简体   繁体   中英

jQuery ajax function return

I have this function that embeds flash :

function embedswfile(target, swf, base, width, height) {//dosomething}

And I want to call the function like this

embedSwf("flashgame",decode("<?=base64_encode($path['location'])?>"),decode("<?=base64_encode($path['base_directory'])?>"),"800","600" )

The idea is that whenever someone looks for any swf inside my website,he wont find anything clean.I will change the encoding algorithm,but this is just temporary. In order for that function to work,whenever I call the function 'decode' it must return a single value. PHP contains

<?php
echo base64_decode($_POST['s']);
?>

I tried this but it still wont work

var globvar;
function processdata(newmsg) {
    globvar = newmsg;   
}

function decode(s){
    $.ajax({type: "POST",
        url: "includes/decode.inc.php",
        data: "s=" + s,
        success:function(newmsg){
           processdata(newmsg);
        }
    });
return globvar;
}

Important:

Forget about using Ajax and encoding, decoding the path. What do you think you gain from it? Security? No. One can figure out that this is bas64 encoded or he just monitors the network traffic and reads the response from the Ajax call.

Just do

embedSwf("flashgame","<? =$path['location']?>"),"<?=$path['base_directory']?>","800","600" )

Really, you cannot prevent someone else seeing the data and are just making things more complicated for you.

( Or you have to decrypt the data with JavaScript. )


( original answer is still correct nevertheless )

Ajax is asynchronous so something like var test = decode(s); will never work. The decode function will return before the Ajax call finishes.

Instead, put your logic into the callback handler. For example, if your code was this before:

var retdata = decode('s');
// here comes code that handles retdata

put the code into a function and call it from the success handler:

function process(retdata) {
    // here comes code that handles retdata
}

function decode(s){
    $.ajax({type: "POST",
        url: "includes/decode.inc.php",
        data: "s=" + s,
        success:function(newmsg){
           process(newmsg);
        }
    });
}

This seems to be a very common problem to all beginners. You will find a lot of questions here that deal with the same problem .

Update:

It is not nice, but you could change the function to

function decode(s, cb){
    $.ajax({type: "POST",
        url: "includes/decode.inc.php",
        data: "s=" + s,
        success:function(data){
           cb(data);
        }
    });
}

and do

decode("<?=base64_encode($path['location'])?>", function(location) {

    decode("<?=base64_encode($path['base_directory'])?>", function(dir) {

        embedSwf("flashgame",location,dir,"800","600" );

    });

});

Update 2:

For completeness, you can make the Ajax call synchronous, by using async: false . Then this will work:

function decode(s){
    var ret;
    $.ajax({type: "POST",
        url: "includes/decode.inc.php",
        data: "s=" + s,
        async: false,
        success:function(newmsg){
           ret = newmsg;
        }
    });
    return sync;
}

var val = decode(s);

However, this will block the browser until the Ajax call finished. You have to test whether this matters in your case or not.

Update 3:

You could also change your PHP script to not only accept one parameter but several and process both strings in one go.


All lines with the word "Time" must be pulled from the entries below.

■ ■ ■ ■

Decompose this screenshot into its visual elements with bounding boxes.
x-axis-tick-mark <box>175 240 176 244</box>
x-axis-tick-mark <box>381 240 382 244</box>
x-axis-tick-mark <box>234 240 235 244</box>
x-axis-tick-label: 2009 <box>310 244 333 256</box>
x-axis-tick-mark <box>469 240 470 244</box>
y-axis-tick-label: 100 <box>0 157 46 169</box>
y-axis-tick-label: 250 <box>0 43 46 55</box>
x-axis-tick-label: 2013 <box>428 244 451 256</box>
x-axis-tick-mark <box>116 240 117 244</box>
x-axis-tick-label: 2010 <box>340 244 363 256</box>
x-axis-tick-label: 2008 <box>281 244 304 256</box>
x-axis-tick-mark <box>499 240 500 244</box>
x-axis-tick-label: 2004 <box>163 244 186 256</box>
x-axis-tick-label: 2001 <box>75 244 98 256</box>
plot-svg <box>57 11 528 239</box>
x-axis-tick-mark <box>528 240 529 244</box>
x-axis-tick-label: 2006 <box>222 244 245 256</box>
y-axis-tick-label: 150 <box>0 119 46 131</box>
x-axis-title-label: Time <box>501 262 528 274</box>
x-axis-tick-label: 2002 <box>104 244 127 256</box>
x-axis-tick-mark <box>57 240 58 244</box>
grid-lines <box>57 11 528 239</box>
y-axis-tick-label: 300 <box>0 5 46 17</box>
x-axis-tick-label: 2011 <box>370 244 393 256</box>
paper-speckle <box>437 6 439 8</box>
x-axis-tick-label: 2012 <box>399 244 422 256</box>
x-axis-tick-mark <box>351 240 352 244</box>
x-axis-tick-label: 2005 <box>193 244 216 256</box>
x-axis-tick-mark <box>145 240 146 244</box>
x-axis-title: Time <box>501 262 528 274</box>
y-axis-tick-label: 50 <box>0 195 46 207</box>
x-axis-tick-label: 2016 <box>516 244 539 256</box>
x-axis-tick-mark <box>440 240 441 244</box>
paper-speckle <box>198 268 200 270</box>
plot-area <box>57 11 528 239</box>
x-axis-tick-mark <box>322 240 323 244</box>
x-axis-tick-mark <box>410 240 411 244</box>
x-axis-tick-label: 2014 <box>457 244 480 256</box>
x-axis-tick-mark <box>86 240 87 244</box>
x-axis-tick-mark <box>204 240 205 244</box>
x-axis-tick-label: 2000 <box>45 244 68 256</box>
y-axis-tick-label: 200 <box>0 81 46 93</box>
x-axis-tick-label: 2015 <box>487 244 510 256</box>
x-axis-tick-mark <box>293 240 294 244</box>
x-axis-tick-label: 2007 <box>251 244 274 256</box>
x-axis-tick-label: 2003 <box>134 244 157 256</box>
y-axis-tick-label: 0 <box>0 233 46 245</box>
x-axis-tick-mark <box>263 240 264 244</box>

■ ■ ■ ■

- _Written answer_
x-axis-title-label: Time <box>501 262 528 274</box>
x-axis-title: Time <box>501 262 528 274</box>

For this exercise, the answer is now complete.